◆ WHAT THE TASK ASKS ◆
In the records below, find the line that holds "has height=504, width=857.". Restate it and every later line exactly, stopping at the end and skipping pictures.
━━━━━━
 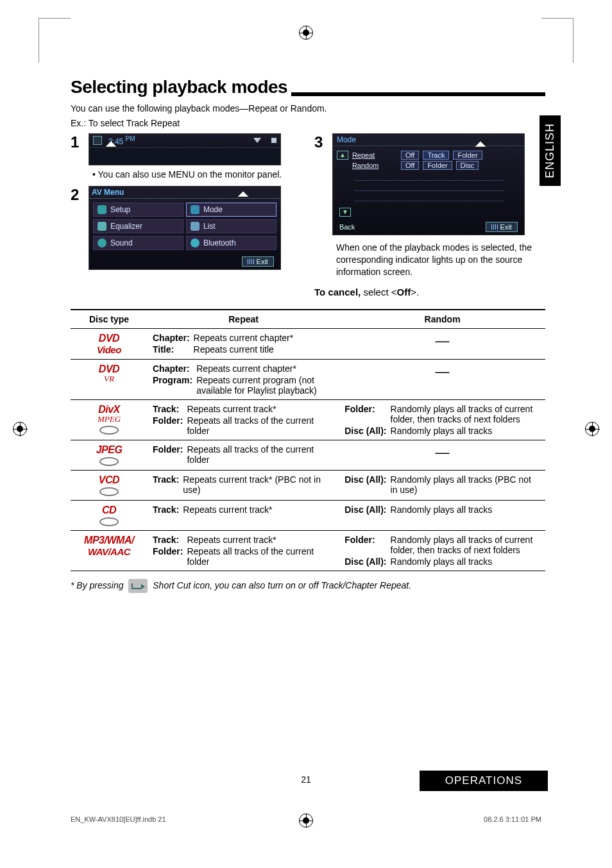 What do you see at coordinates (139, 243) in the screenshot?
I see `menu-item-sound: Sound` at bounding box center [139, 243].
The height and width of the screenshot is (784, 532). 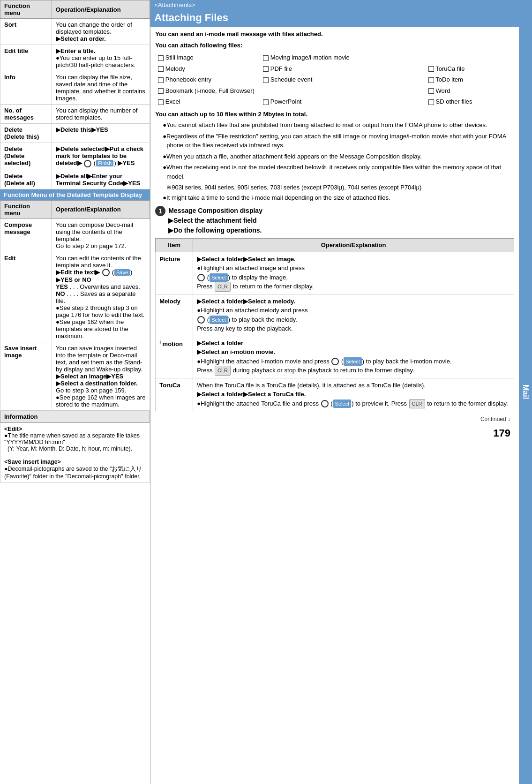 What do you see at coordinates (335, 45) in the screenshot?
I see `intro-line2: You can attach following files:` at bounding box center [335, 45].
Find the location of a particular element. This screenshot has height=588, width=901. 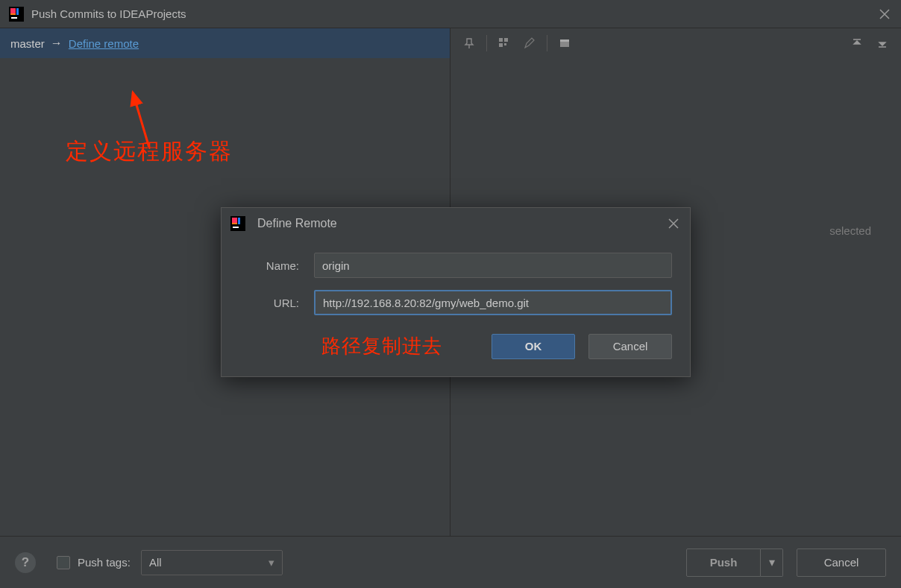

define-remote-link: Define remote is located at coordinates (104, 43).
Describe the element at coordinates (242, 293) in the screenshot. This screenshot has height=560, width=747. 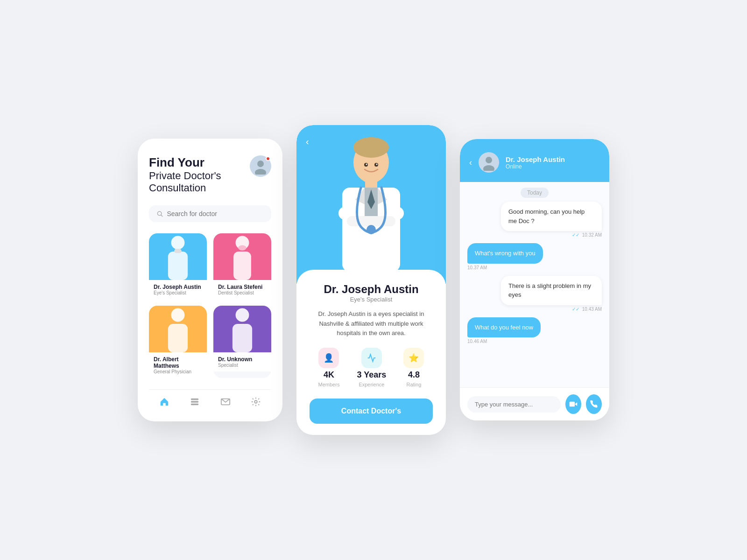
I see `doctor-spec-2: Dentist Specialist` at that location.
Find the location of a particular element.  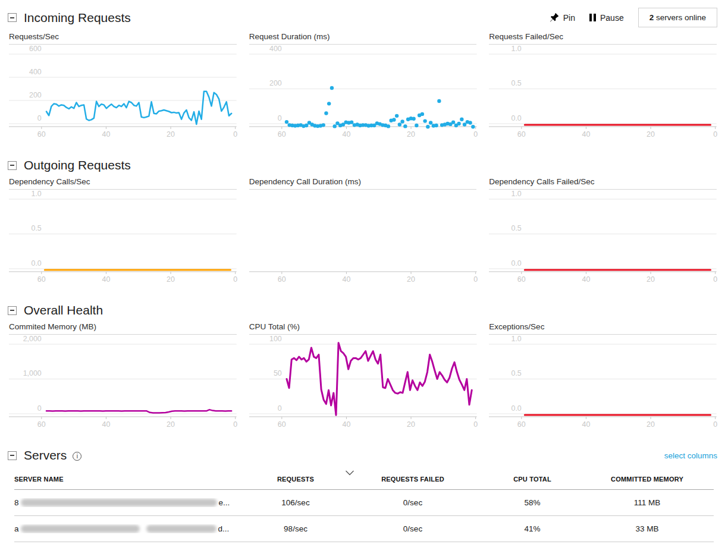

servers-online-count: 2 is located at coordinates (652, 18).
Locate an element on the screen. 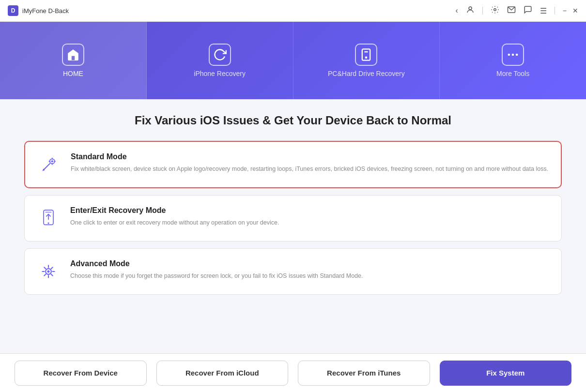 This screenshot has width=586, height=392. iphone-recovery-icon-box is located at coordinates (220, 55).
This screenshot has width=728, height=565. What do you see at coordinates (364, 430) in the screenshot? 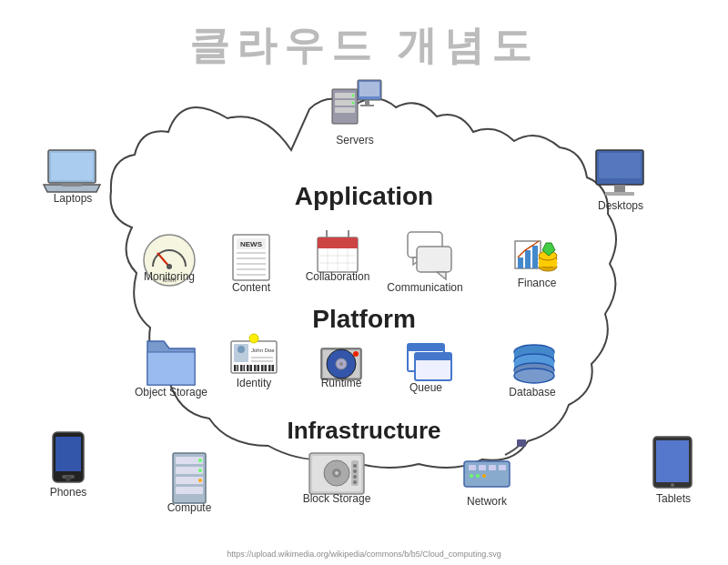
I see `infrastructure-label: Infrastructure` at bounding box center [364, 430].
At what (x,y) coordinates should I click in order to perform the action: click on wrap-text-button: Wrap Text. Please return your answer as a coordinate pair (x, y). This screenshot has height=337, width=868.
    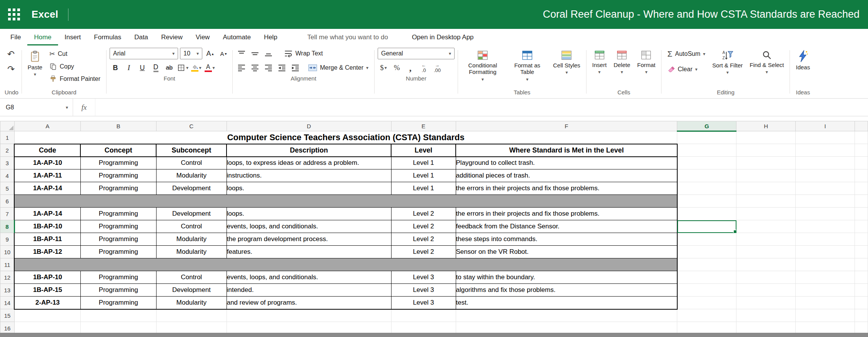
    Looking at the image, I should click on (303, 54).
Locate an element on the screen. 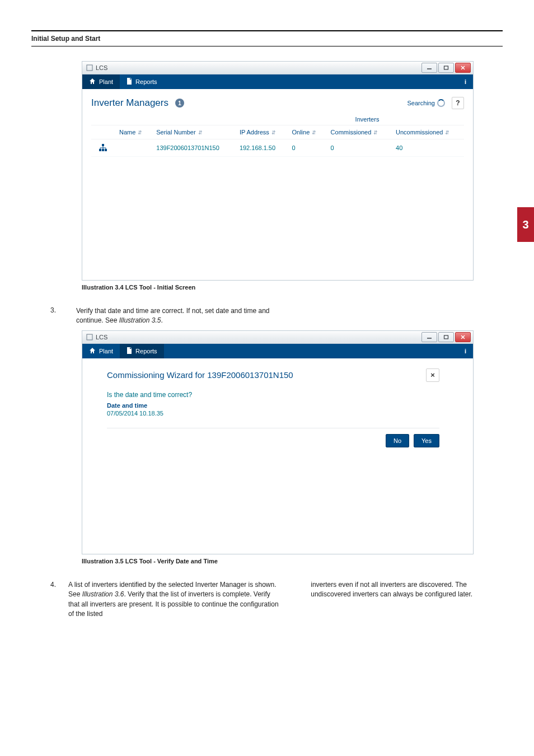 The width and height of the screenshot is (534, 756). spinner-icon is located at coordinates (441, 103).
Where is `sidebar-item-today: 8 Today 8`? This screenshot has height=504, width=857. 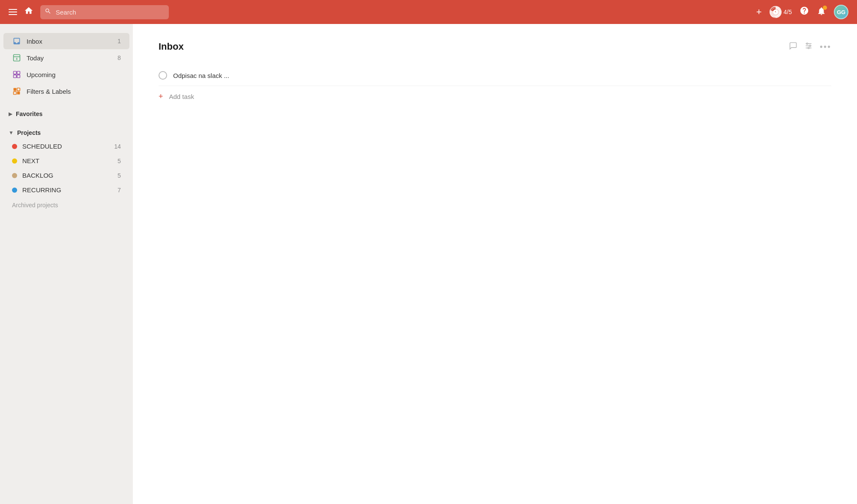
sidebar-item-today: 8 Today 8 is located at coordinates (66, 58).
━━━━━━
◆ FINAL ANSWER ◆
Where is `sidebar-item-today: 8 Today 8`? This screenshot has height=504, width=857. 
sidebar-item-today: 8 Today 8 is located at coordinates (66, 58).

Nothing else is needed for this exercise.